Dudley shook his head. “Hate tracts are fiendishly difficult to trace. The post office boxes listed on them are often designations for mail drops that hate merchants and pornographers use to muddle the trail of their filth. It’s a form of collusion that requires the aid of local postal carriers, and even the most seasoned postal inspectors find this sort of investigation problematic.”
Carl Hull knew hate tracts. He should call him and inquire. He should thank him for Kay Lake.
Parker said, “The currency.”
Dudley said, “Yes, I find it interesting as well.”
“Politics.”
“Yes, ‘politics.’ ”
“The A-1 list.”
“Yes. I think we should start there. I’ll be going down to Terminal Island. The Fort MacArthur MPs have a veritable invasion force of Japs in custody there.”
Parker said, “It’s our logical first step.”
Dudley said, “ ‘Closed racial circle.’ We’re guided by that concept. We should keep an open mind and still cleave to it.”
“You’re the homicide man, Sergeant. How likely is a non-Jap suspect for this thing?”
“Very highly unlikely, sir.”
Parker looked out the window. Rain, rain, rain. War headlines, war on the radio. Kill-the-Japs table chat.
“Cold potato. The Japs sank the Arizona. They’re going for the Philippines now. You can’t run a homicide case in this kind of atmosphere.”
Dudley smiled. His eyes twinkled.
“It’s a dead-ender, sir. I’ll give it the old college try, but I’m not optimistic. In the end, we’ll find that the killings derived from a grave misdeed in feudal Japan. A Jap warlord fucked another Jap warlord’s goat without first seeking permission. That transgression has festered for centuries. It finally came to a head on Avenue 45 in Highland Park, the day before the Japs grievously erred and bombed our grand fleet at Pearl Harbor.”
Parker laughed. “Keep your boys leashed. Don’t frame or kill anyone. This case isn’t worth it.”
9:46 a.m.
Dudley walked out. Parker kicked blood back in his legs. He was nerve-cramped the whole time.
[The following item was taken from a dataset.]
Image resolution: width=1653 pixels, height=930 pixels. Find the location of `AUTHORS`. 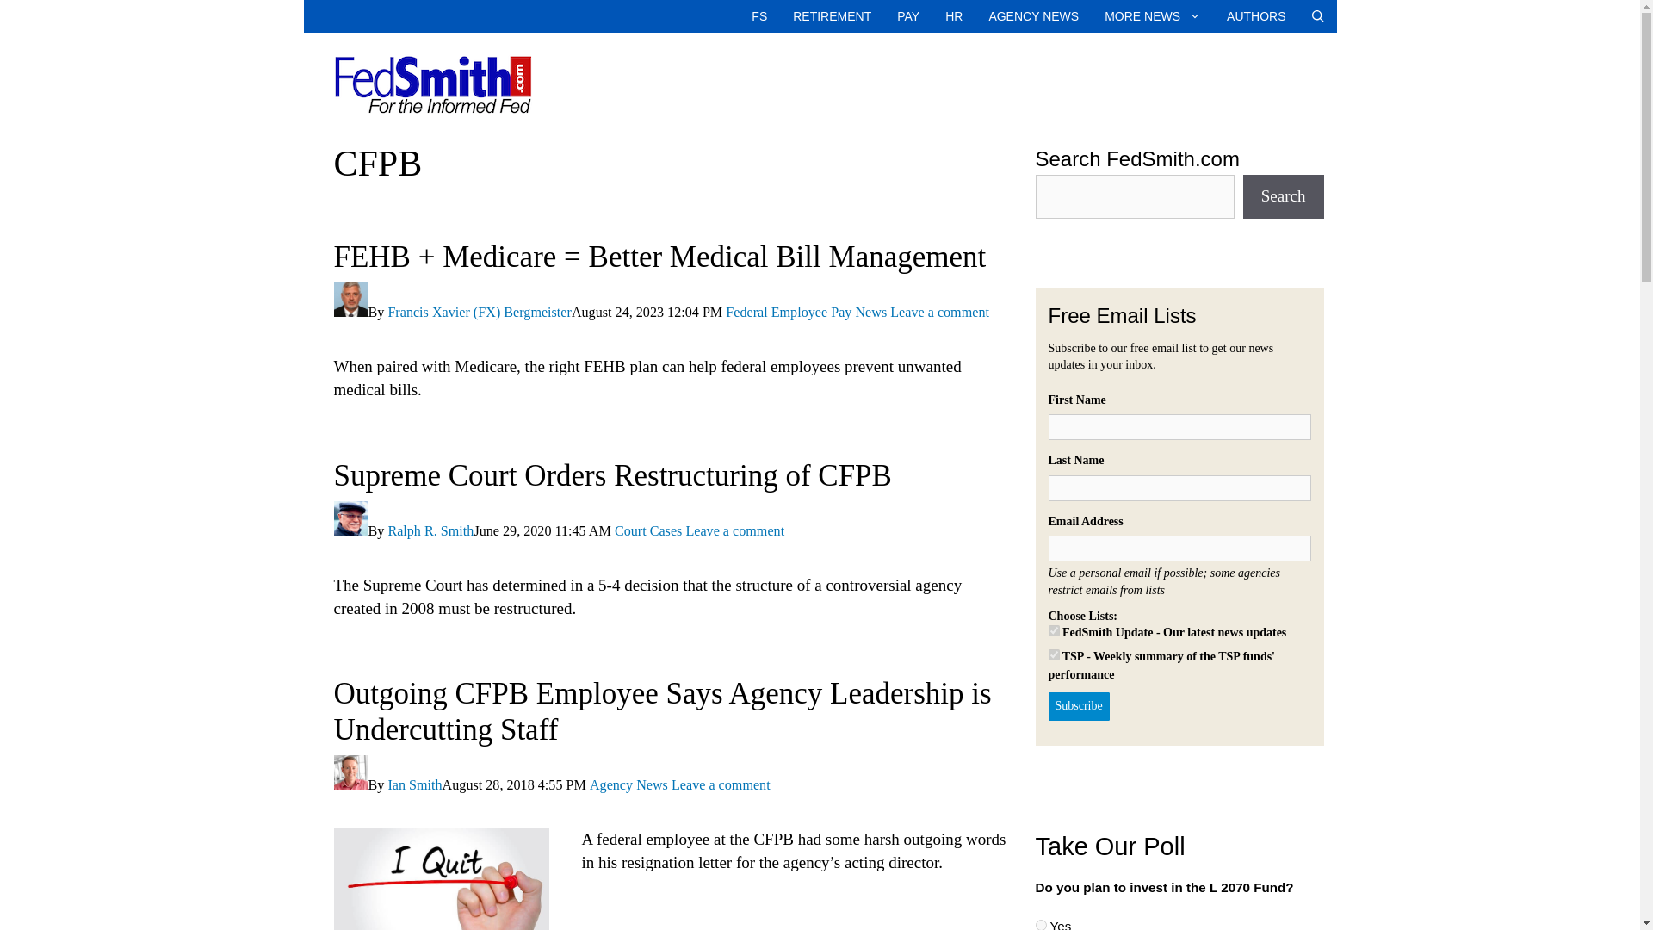

AUTHORS is located at coordinates (1256, 16).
Rain, rain and rain. Drink, shut the world out, walk back up Wetherly. Sleep it off in the car. She might be out on the porch. She might strike poses.
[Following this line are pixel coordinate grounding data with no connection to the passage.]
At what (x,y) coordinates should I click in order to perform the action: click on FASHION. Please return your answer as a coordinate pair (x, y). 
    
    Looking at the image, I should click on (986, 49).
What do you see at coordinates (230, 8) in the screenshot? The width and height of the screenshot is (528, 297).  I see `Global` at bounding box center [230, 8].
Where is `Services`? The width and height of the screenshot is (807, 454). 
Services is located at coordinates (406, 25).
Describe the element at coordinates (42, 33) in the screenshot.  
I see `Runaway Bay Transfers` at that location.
Parker ordered a double bourbon. The first sip burned. He toasted the Pearl Harbor dead and replayed the test blackout.
He took his black-and-white. He traveled sans headlights. The blackout ran 5:00 to 7:00 a.m. He monitored the Department’s two coastline divisions. He drove the coast road from San Pedro to Venice and caught dawn on the sea. No streetlights or traffic lights. House lights and car lights were off. Aircraft spotters were out on the beach. No Jap planes hovered or streaked. They had no glow to sight by and no targets to seek.
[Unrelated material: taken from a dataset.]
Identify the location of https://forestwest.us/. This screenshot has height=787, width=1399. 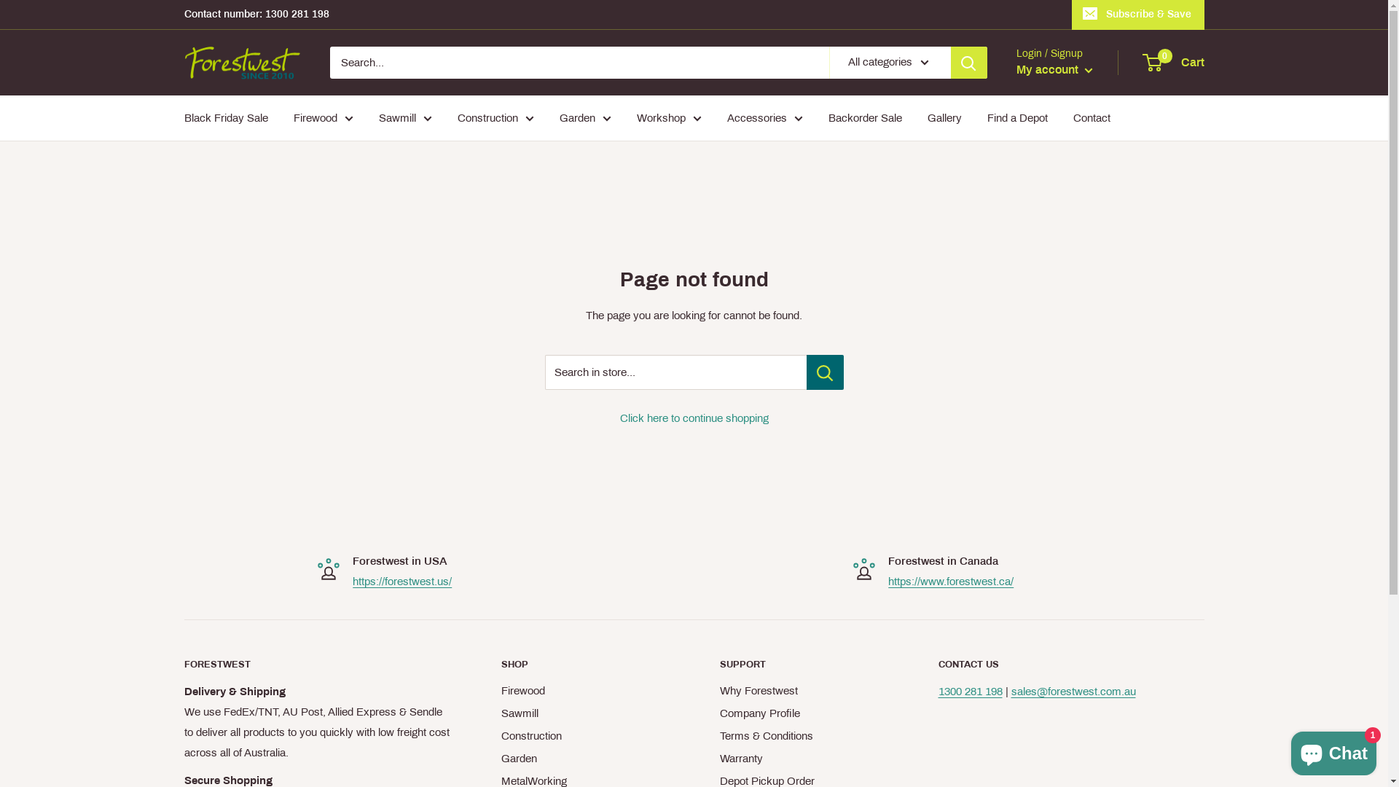
(402, 581).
He cruised inland and checked individual houses. They were per-guideline dark. He peered through window-shade gaps. He saw strips of light and heard radios. FDR defamed the Japs—over and over.
Twenty-odd houses, all guideline dark. Let’s reprise Deadwood in 1916.
Voyeur. The Lake girl called him that. He was fourteen in ’16. He peered in brothel windows while his father fought the Great War. William H. Parker II came home with The Thirst. He reprised William H. Parker I, after the Civil War truce. Two Army captains. Antietam and the Argonne. War begets The Thirst.
Parker stared out the window. The zaftig waitress brought refills. He thought about Joan and the Lake girl. He fed The Thirst and watched their faces merge.